The President's Casual Remarks regarding Journalist's Murder Represents a New Low.
“Stuff occurs.” A mere phrase. That was enough for the US president to brush off what is arguably the most infamous murder of a reporter of the past ten years – and in so doing plumbed a new low in his disregard toward journalists, for the media – and for the facts.
The Context
The US president’s dismissive attitude of the killing of prominent journalist Jamal Khashoggi came during a media briefing with the Saudi leader, Mohammed bin Salman – a man whom the CIA concluded in a 2021 report had ordered the kidnap and killing of the Washington Post columnist in 2018. (Prince Mohammed has rejected accusations.)
The US intelligence services were not the only ones to conclude the murder – which took place in the Saudi diplomatic building in Turkey and in which the 59-year-old Khashoggi was drugged and cut apart – was approved at the highest levels. An investigation led by then UN special rapporteur, the UN investigator, reached similar conclusions.
International Response
For a brief period, governments were in agreement in their condemnation of the kingdom’s conduct. The United States enacted penalties and travel restrictions in that year over the killing, although it stopped short of penalizing the crown prince himself. Since then, the kingdom has been slowly rehabilitating itself – and the leader’s trip to Washington seemed to be the final confirmation of that redemption.
Presidential Comments
Critics of the regime had strongly criticized the visit. But what was on display at the White House was more alarming than could have been imagined. Not only did Trump honor the Saudi leader but he seemed to alter the facts – and then pointed fingers at the victim. Prince Mohammed, Trump claimed when asked, knew nothing about the murder – in clear opposition to what his nation’s spy agencies determined previously. Moreover, the president said: “A lot of people didn’t like that person that you’re talking about, whether you like him or didn’t like him, things happen.”
Pattern of Behavior
This represents a fresh and shameful point for a president who has made little secret of his disdain for the truth – or for the press. Trump has defamed journalists (he called ABC news, whose reporter asked the question about the journalist at the media event “fake news”), scolded them in public (he called one a “piggy” this week for asking about his relationship with the convicted sex offender financier Jeffrey Epstein), sued news outlets for eye-watering sums of money in frivolous cases, and called for news outlets he disapproves of to be shut down.
He has forced established media out of the White House press pool for declining to use language of his choosing, and he has gutted financial support for essential public media at domestically and crucial free press abroad.
Broader Implications
All of that has created an environment in which journalists are clearly more vulnerable in the US, but one in which their victimization – and indeed murder – becomes not just insignificant (“incidents occur”) but acceptable (“a lot of people disliked that person”).
It is unsurprising that that year was the deadliest year on record for journalists in the more than 30 years the press freedom organization has been documenting this information: a ongoing neglect to bring to justice those accountable for journalist killings has established a culture of impunity in which journalists’ killers are actually able to get away with murder and so persist in these actions.
Nowhere is this clearer than in the Middle Eastern nation, which is accountable for the killing of over two hundred journalists in the past two years.
Effect on Society
The effect on the public is profound. Attacks on journalists are attacks on the truth. They are attacks on facts. They are attacks on our rights to know and on our freedom to exist without fear and securely.
On Thursday, the Committee to Protect Journalists gathers for its yearly global journalism honors. My message there is the identical as my message for Trump: such events may happen. But it is our responsibility to make sure they cease.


_Exercise aim_
Going from the line that contains "Report man location." through the last line of the records, set down each line again exactly, both included, with pictures left out.

[Referring expression grounding data]

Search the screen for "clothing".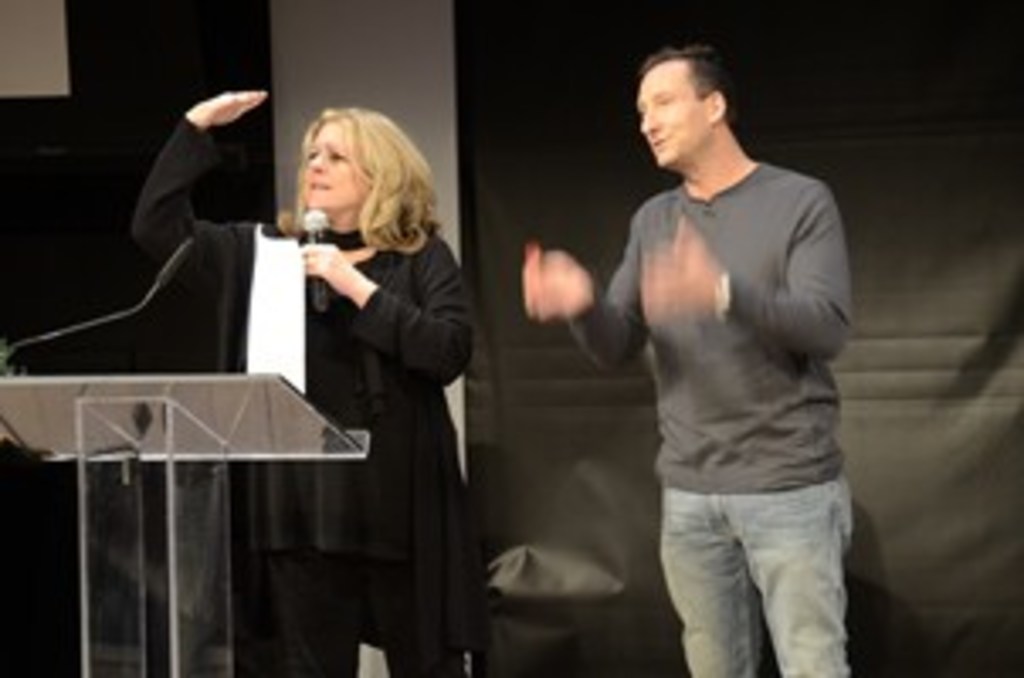
Found at locate(553, 146, 888, 675).
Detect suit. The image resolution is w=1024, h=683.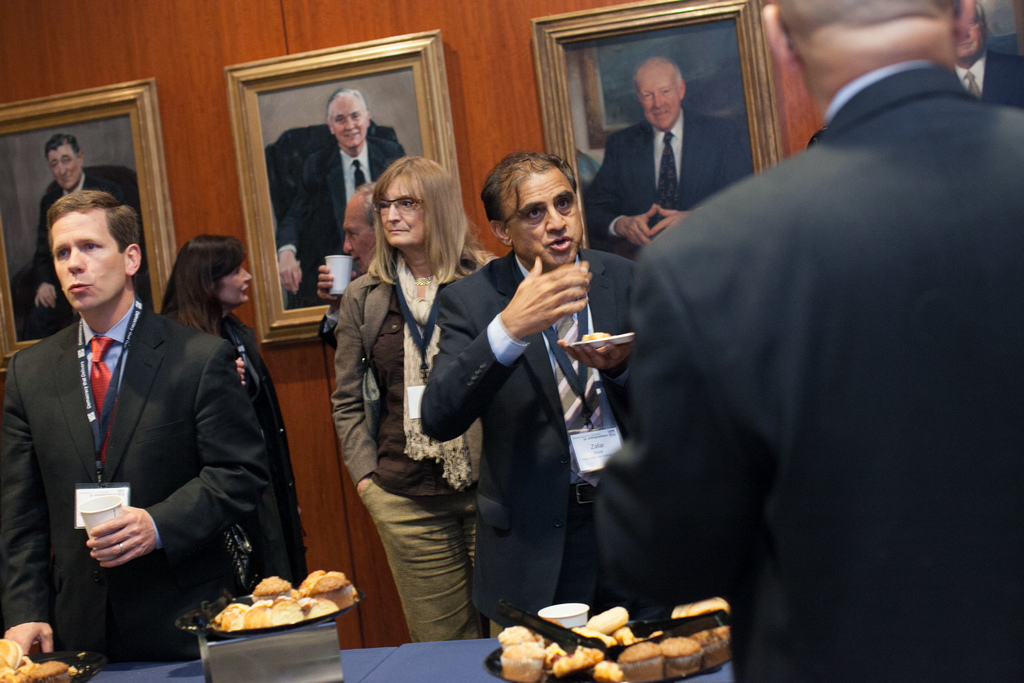
box(329, 253, 515, 634).
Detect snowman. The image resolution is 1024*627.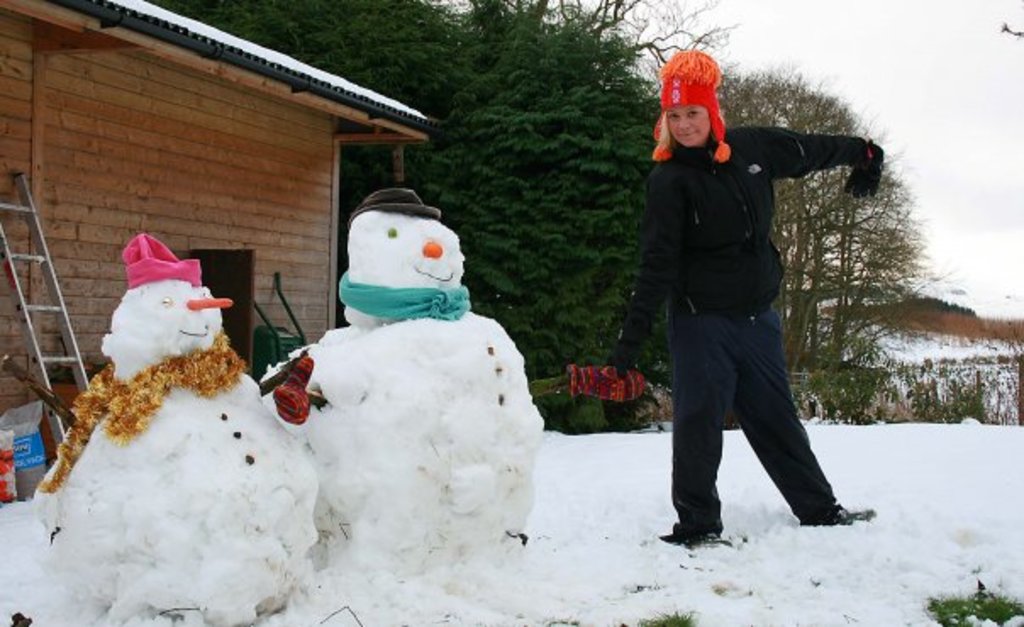
pyautogui.locateOnScreen(298, 185, 544, 561).
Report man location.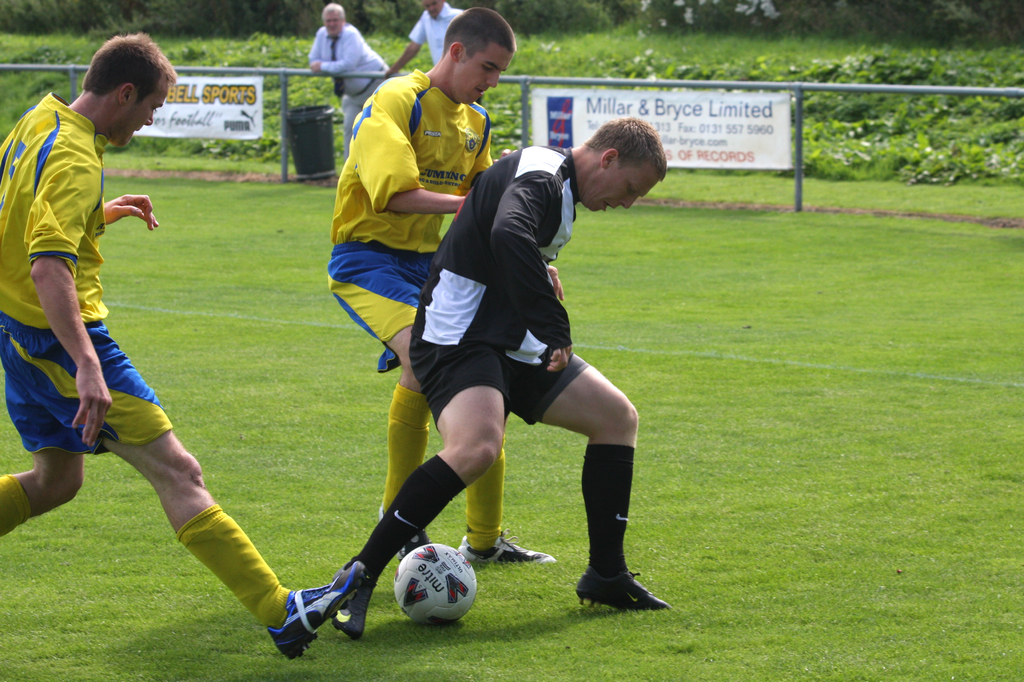
Report: [left=299, top=6, right=390, bottom=176].
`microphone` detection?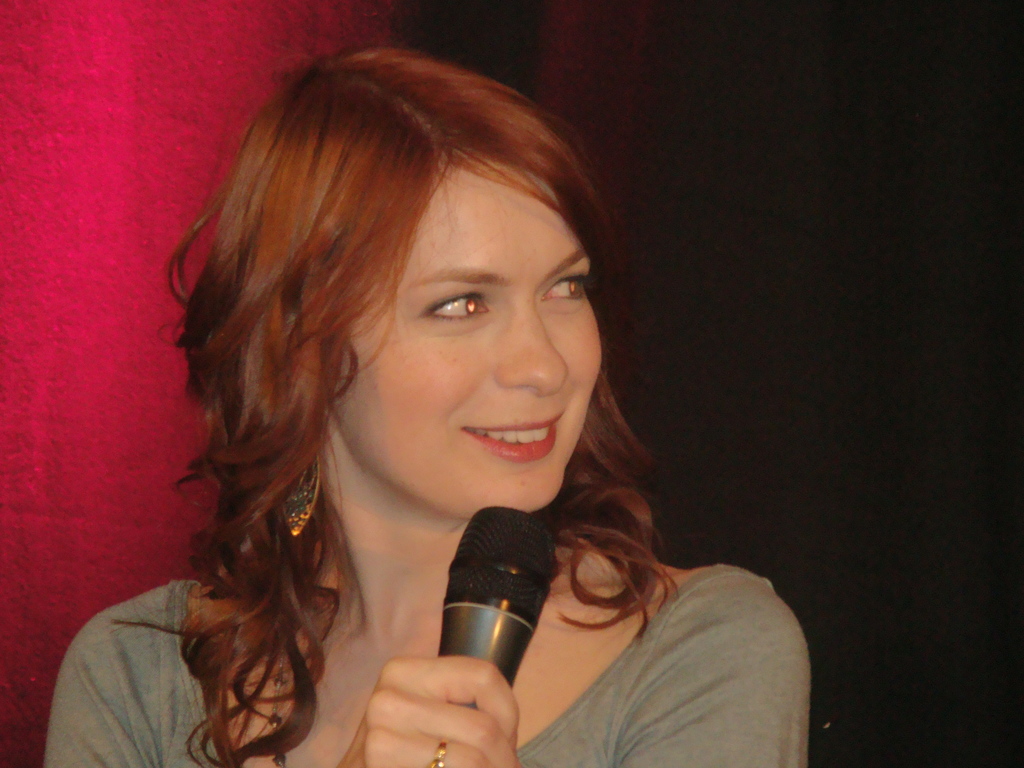
select_region(435, 504, 552, 767)
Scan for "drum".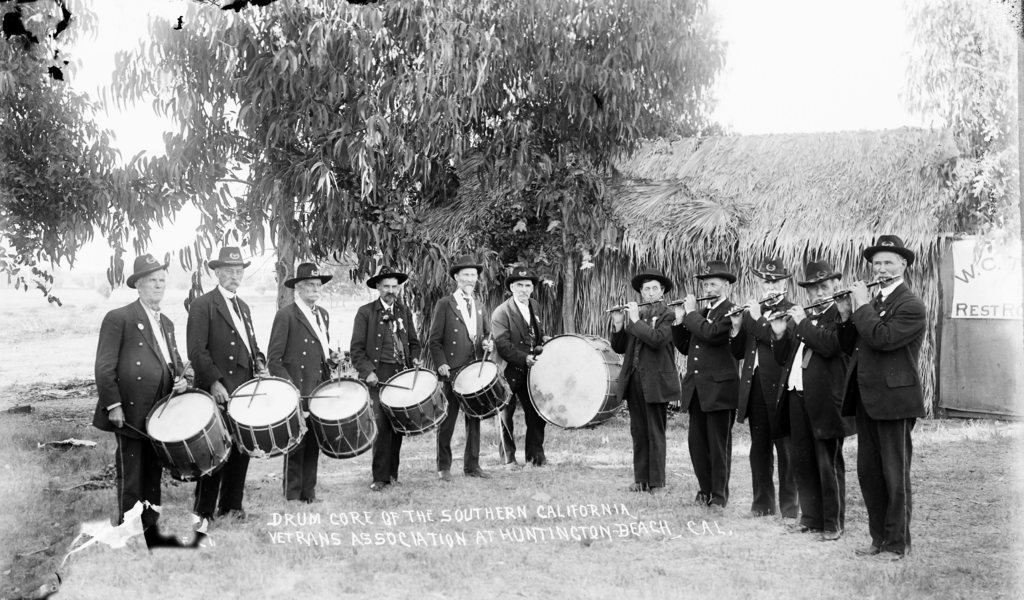
Scan result: left=147, top=391, right=231, bottom=474.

_Task result_
Report man location.
Report: [left=299, top=6, right=390, bottom=176].
`microphone` detection?
select_region(435, 504, 552, 767)
Scan for "drum".
Scan result: left=147, top=391, right=231, bottom=474.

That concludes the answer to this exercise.